Task directions:
Drop the pictures from the entries below, then reproduce the rest exactly.

#####

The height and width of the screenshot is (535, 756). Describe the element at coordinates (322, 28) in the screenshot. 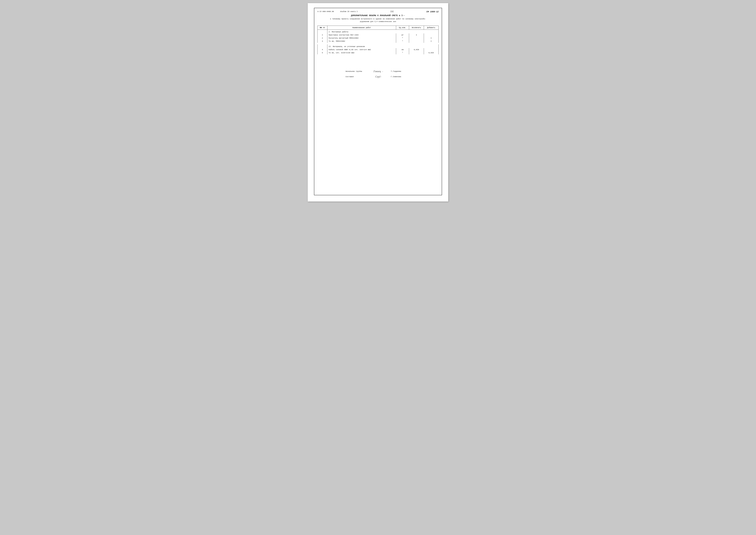

I see `col-header-num: №№ пп` at that location.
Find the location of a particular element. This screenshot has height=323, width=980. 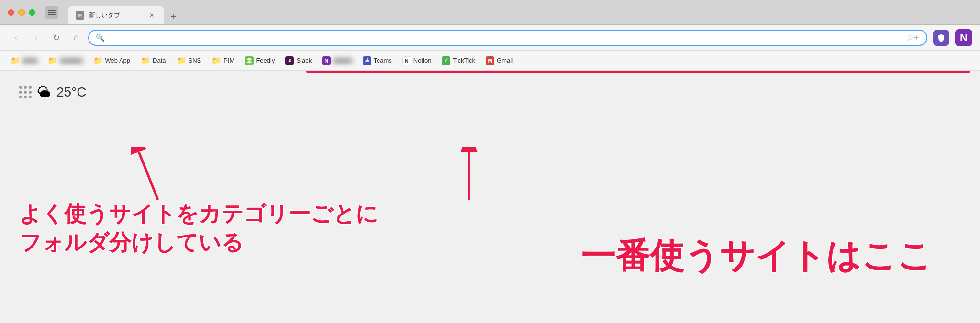

bookmark-label-ticktick: TickTick is located at coordinates (464, 60).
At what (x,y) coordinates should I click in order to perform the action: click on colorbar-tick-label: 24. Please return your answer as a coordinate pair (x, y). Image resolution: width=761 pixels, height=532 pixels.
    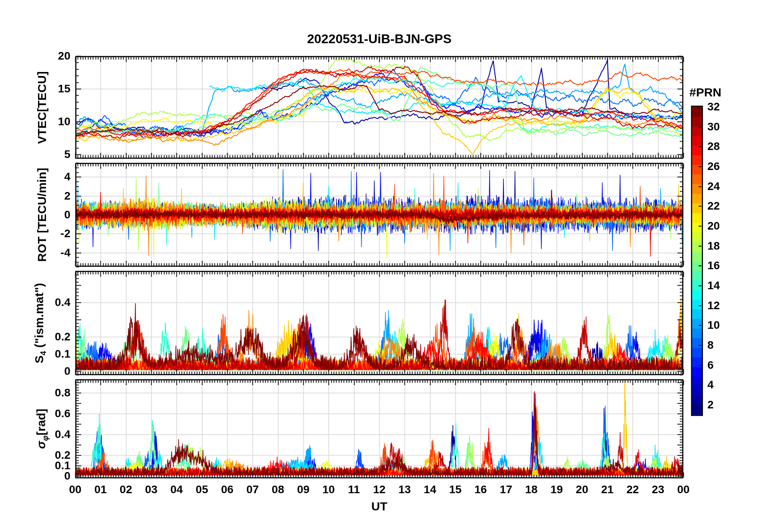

#####

The answer:
The height and width of the screenshot is (535, 756). Describe the element at coordinates (322, 28) in the screenshot. 

I see `col-header-num: №№ пп` at that location.
Find the location of a particular element. This screenshot has height=323, width=980. 

bookmark-label-ticktick: TickTick is located at coordinates (464, 60).
At what (x,y) coordinates should I click in order to perform the action: click on colorbar-tick-label: 24. Please return your answer as a coordinate pair (x, y). Image resolution: width=761 pixels, height=532 pixels.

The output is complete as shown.